I have some code that operates on 4D vectors and I\'m currently trying to convert it to use SSE. I\'m using both clang and gcc on 64b linux.
Operating only on vectors is
There is no reason one should have to use intrinsics for this. The OP just wants to do a broadcast. That's as basic a SIMD operation as SIMD addition. Any decent SIMD library/extension has to support broadcasts. Agner Fog's vector class certainly does, OpenCL does, the GCC documention clearly shows that it does.

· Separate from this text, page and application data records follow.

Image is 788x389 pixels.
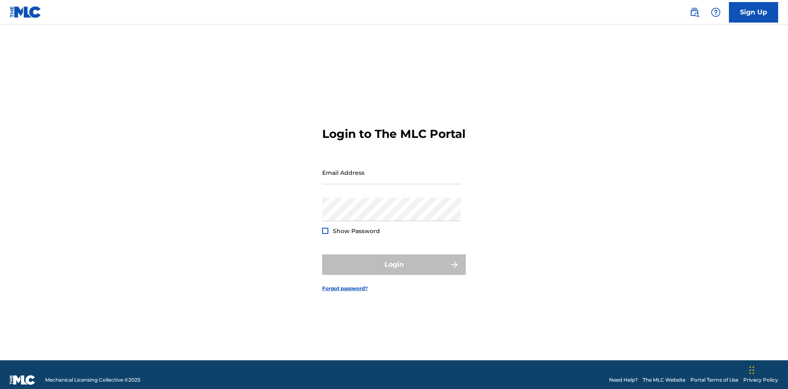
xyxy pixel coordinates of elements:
[749,358,754,383] div: Drag
[743,376,778,384] a: Privacy Policy
[708,4,724,21] div: Help
[333,227,380,235] span: Show Password
[686,4,703,21] a: Public Search
[729,2,778,23] a: Sign Up
[711,7,721,17] img: help
[690,7,699,17] img: search
[10,375,35,385] img: logo
[690,376,738,384] a: Portal Terms of Use
[643,376,685,384] a: The MLC Website
[45,376,140,384] span: Mechanical Licensing Collective © 2025
[609,376,638,384] a: Need Help?
[747,350,788,389] iframe: Chat Widget
[322,127,465,141] h3: Login to The MLC Portal
[322,285,368,292] a: Forgot password?
[10,6,41,18] img: MLC Logo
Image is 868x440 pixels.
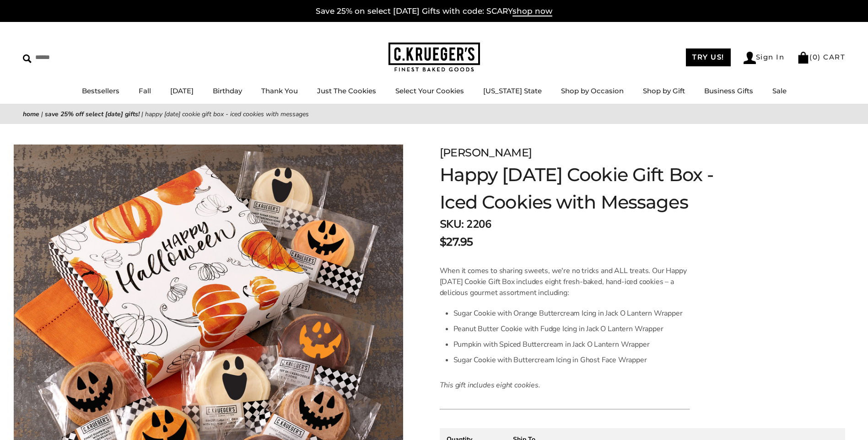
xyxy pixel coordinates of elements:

a = b + 1; /* a = b + {1,1,1,1}; */
a = 2 * b; /* a = {2,2,2,2} * b; */
The following code compiles just fine
#include
int main() {
typedef float float4 __attribute__ ((vector_size (16)));
float4 x = {1,2,3,4};
float4 y = (25.0f/216.0f)*x;
printf("%f %f %f %f\n", y[0], y[1], y[2], y[3]);
//0.115741 0.231481 0.347222 0.462963
}
You can see the results at http://coliru.stacked-crooked.com/a/de79cca2fb5d4b11
Compare that code to the intrinsic code and it's clear which one is more readable. Not only is it more readable it's easier to port to e.g. ARM Neon. It also looks very similar to OpenCL C code.